BRIDGEPORT, CT — Rafael Lopez-Macias, 46, a twice deported citizen of Mexico illegally present in the United States, pleaded guilty today before U.S. District Judge Victor A. Bolden in Bridgeport to narcotics trafficking and immigration offenses.
Lopez-Macias pleaded guilty to one count of possession with intent to distribute, and distribution of, 500 grams or more of methamphetamine, an offense that carries a mandatory minimum term of imprisonment of 10 years and a maximum term of imprisonment of life, and one count of reentry of removed alien, an offense that carries a maximum term of imprisonment of 20 years. A sentencing date is not scheduled.
Macias was among a group of 10 defendants charged in two federal indictments, unsealed on October 11, 2018, as part of a months long investigation by the Organized Crime Drug Enforcement Task Force into a “large-scale poly drug trafficking organization” that encompassed New York and Connecticut. Law enforcement agencies involved in the investigation include the Federal Bureau of Investigation, Drug Enforcement Administration, U.S. Immigration and Customs Enforcement’s Homeland Security Investigations, Connecticut State Police, and the New Rochelle, Norwalk and Stamford Police Departments.
The investigation into what the DEA New called a “family-run methamphetamine operation” culminated in a pre-dawn raid by federal agents and New Rochelle police at the Supermercado Mexico grocery store located at 100 Union Avenue in New Rochelle in a pre-dawn raid on October 11, 2018.
Seven of the defendants were charged in the White Plains federal court in the Southern District of New York with conspiracy to distribute five kilograms and more of cocaine and 50 grams and more of methamphetamine in and around New Rochelle, New York, since at least April 2018.
An additional three defendants, among them Rafael Lopez-Macias, a.k.a. “Raffa” and “Martin Sanchez,” were charged in New Haven federal court in the District of Connecticut with narcotics offenses, including conspiracy to distribute 500 grams and more of cocaine, according to a Federal Grand Jury Indictment filed the day before the Supermercado raid, on October 10, 2018.
The defendants charged in New Haven federal court each face a maximum sentence of 40 years in prison, and a mandatory minimum term of five years in prison.
By the time of the Supermercado raid Lopez-Macias had been in Federal custody for months. From March 2018 until June 2018, Lopez-Macias and the other two defendants engaged in drug trafficking.
On June 26, 2018, Lopez-Macias was stopped by law enforcement and arrested for an immigration violations as he began driving back to Norwalk from New Rochelle where he picked up a kilogram of methamphetamine from a co-conspirator. Officers searched the vehicle then seized the kilogram of methamphetamine and the vehicle, a Volkswagen Jetta. The New York Southern District indictment includes forfeiture of 100-102 Union Avenue and 57 Walnut Avenue.
Lopez-Macias has been detained since his arrest and faces deportation back to Mexico upon completion of his sentence in the United States.
According to court documents and statements made in court, in June 1998, Lopez-Macias was convicted in California state court of a cocaine trafficking offense. In February 2001, he was deported to Mexico. Lopez-Macias illegally reentered the U.S. and, in March 2009, was arrested in Connecticut for a forgery offense. In November 2009, he was again deported to Mexico.
Lopez-Macias again illegally reentered the U.S. and, between March and June 2018, he was intercepted on a court-authorized wiretap discussing the distribution of cocaine and methamphetamine. On June 11, 2018, in New Rochelle, New York, Lopez-Macias and a co-conspirator sold a kilogram of cocaine and a sample of methamphetamine for $31,500 to an individual working with law enforcement.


ABOUT THIS TASK. From the data below, copy exactly the lines that lie between the one holding "Image resolution: width=1282" and the one holding "You are a GUI", including both, and nothing more.

_ _ _ _ _ _ _

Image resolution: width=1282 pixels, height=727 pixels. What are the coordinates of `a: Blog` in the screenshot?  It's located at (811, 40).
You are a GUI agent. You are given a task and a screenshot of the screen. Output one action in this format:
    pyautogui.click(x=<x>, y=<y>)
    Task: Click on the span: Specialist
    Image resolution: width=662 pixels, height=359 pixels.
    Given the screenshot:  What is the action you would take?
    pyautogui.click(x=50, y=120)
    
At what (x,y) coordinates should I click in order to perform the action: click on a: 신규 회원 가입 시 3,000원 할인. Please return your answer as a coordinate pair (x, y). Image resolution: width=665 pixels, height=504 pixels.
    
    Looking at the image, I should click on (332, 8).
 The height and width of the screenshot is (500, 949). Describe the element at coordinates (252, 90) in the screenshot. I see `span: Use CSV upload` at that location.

_ _ _ _ _ _ _

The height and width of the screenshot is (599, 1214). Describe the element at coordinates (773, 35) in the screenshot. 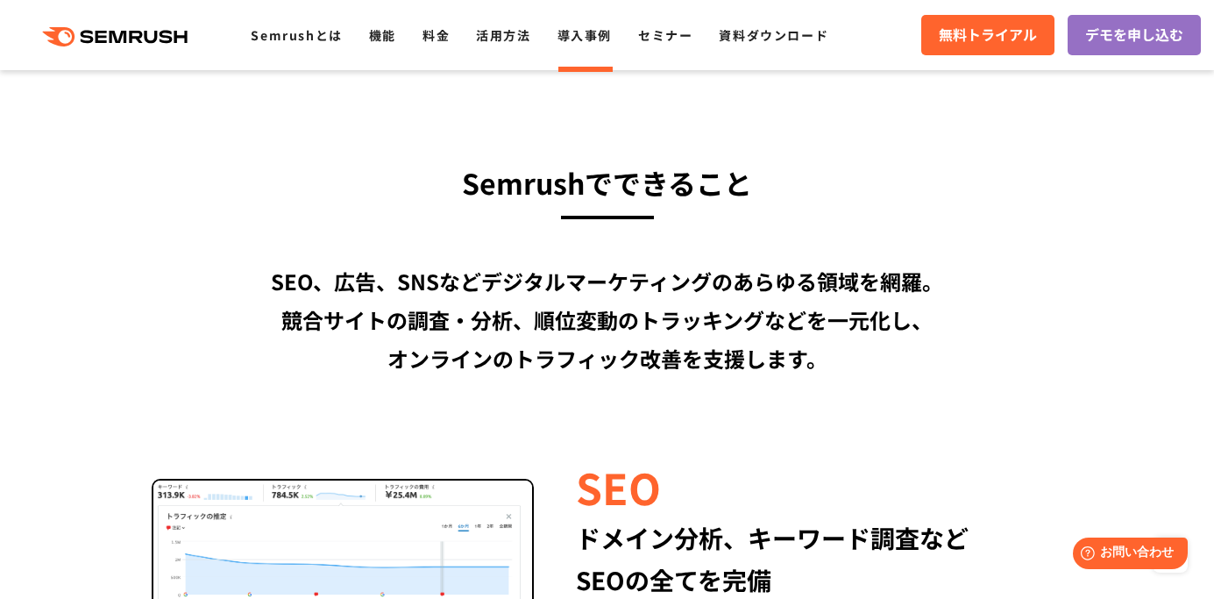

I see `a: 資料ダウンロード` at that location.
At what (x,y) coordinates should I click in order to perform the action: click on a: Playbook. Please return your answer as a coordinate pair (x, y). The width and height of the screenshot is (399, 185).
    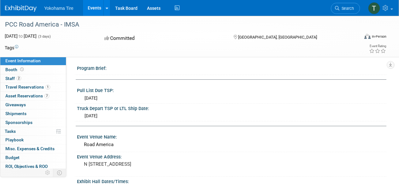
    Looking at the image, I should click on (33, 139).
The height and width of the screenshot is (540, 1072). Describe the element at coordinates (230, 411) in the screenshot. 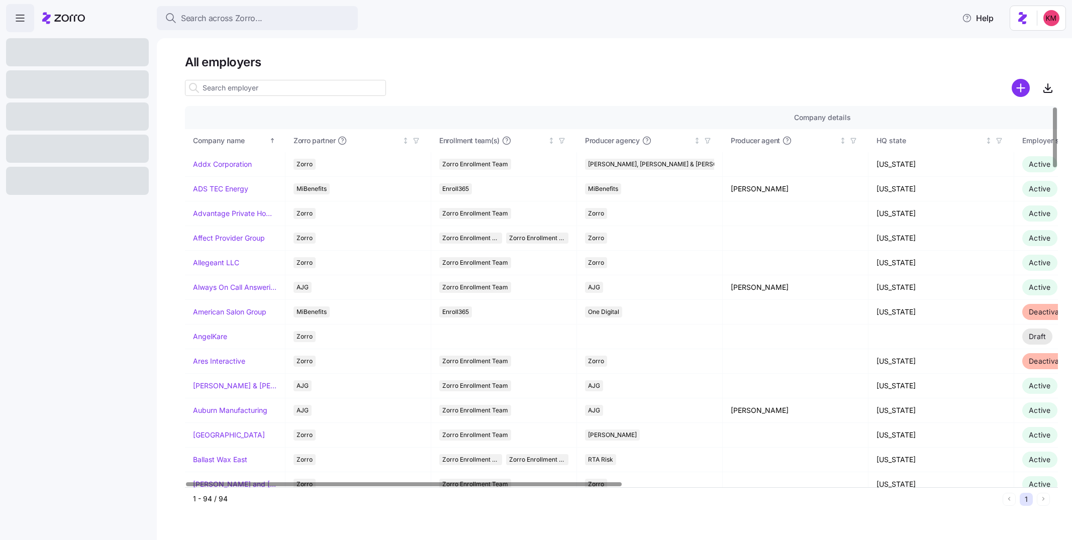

_ _ _ _ _ _ _

RESPONSE.
Image resolution: width=1282 pixels, height=727 pixels. What are the coordinates of `a: Blog` in the screenshot?  It's located at (811, 40).
You are a GUI agent. You are given a task and a screenshot of the screen. Output one action in this format:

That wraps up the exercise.